Advancing functional connectivity research from association to causation
Document Type
Article
Publication Date
11-1-2019
Abstract
Cognition and behavior emerge from brain network interactions, such that investigating causal interactions should be central to the study of brain function. Approaches that characterize statistical associations among neural time series—functional connectivity (FC) methods—are likely a good starting point for estimating brain network interactions. Yet only a subset of FC methods (‘effective connectivity’) is explicitly designed to infer causal interactions from statistical associations. Here we incorporate best practices from diverse areas of FC research to illustrate how FC methods can be refined to improve inferences about neural mechanisms, with properties of causal neural interactions as a common ontology to facilitate cumulative progress across FC approaches. We further demonstrate how the most common FC measures (correlation and coherence) reduce the set of likely causal models, facilitating causal inferences despite major limitations. Alternative FC measures are suggested to immediately start improving causal inferences beyond these common FC measures.
Identifier
85074221810 (Scopus)
Publication Title
Nature Neuroscience
External Full Text Location
https://doi.org/10.1038/s41593-019-0510-4
e-ISSN
15461726
ISSN
10976256
PubMed ID
31611705
First Page
1751
Last Page
1760
Issue
11
Volume
22
Grant
1539067
Fund Ref
National Science Foundation
Recommended Citation
    Reid, Andrew T.; Headley, Drew B.; Mill, Ravi D.; Sanchez-Romero, Ruben; Uddin, Lucina Q.; Marinazzo, Daniele; Lurie, Daniel J.; Valdés-Sosa, Pedro A.; Hanson, Stephen José; Biswal, Bharat B.; Calhoun, Vince; Poldrack, Russell A.; and Cole, Michael W., "Advancing functional connectivity research from association to causation" (2019). Faculty Publications.  7257.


■ **Task requirements**
Once every line in the data that follows has been checked for the word "故宮百年", give only the number of lines that hold it.

■ **Dataset records**
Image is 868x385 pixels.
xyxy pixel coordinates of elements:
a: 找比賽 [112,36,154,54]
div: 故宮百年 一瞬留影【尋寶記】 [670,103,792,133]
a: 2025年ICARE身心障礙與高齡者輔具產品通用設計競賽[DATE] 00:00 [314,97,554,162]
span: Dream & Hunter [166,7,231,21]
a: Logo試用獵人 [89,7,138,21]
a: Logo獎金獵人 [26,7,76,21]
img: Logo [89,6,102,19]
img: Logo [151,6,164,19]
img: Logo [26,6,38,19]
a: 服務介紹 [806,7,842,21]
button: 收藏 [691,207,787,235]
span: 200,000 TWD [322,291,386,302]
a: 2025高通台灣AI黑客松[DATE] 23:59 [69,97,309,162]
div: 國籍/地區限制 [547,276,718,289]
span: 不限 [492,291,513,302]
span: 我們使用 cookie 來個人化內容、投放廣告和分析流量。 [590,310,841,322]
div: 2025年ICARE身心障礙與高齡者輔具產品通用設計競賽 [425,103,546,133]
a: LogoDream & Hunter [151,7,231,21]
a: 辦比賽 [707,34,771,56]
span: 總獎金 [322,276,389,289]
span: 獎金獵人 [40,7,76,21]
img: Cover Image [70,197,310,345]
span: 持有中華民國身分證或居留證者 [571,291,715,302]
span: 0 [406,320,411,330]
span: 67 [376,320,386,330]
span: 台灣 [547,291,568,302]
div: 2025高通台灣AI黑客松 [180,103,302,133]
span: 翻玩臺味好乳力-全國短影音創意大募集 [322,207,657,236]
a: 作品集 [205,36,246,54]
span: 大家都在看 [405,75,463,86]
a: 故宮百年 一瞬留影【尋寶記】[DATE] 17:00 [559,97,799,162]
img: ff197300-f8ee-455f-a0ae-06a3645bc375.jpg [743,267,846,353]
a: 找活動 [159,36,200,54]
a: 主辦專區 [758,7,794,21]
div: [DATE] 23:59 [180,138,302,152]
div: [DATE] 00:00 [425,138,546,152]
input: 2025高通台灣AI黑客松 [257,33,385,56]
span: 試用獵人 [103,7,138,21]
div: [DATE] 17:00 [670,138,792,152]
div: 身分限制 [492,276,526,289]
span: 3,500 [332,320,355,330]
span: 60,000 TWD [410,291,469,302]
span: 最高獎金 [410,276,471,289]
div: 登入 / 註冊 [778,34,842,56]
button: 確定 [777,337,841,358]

■ **Worked solution**
2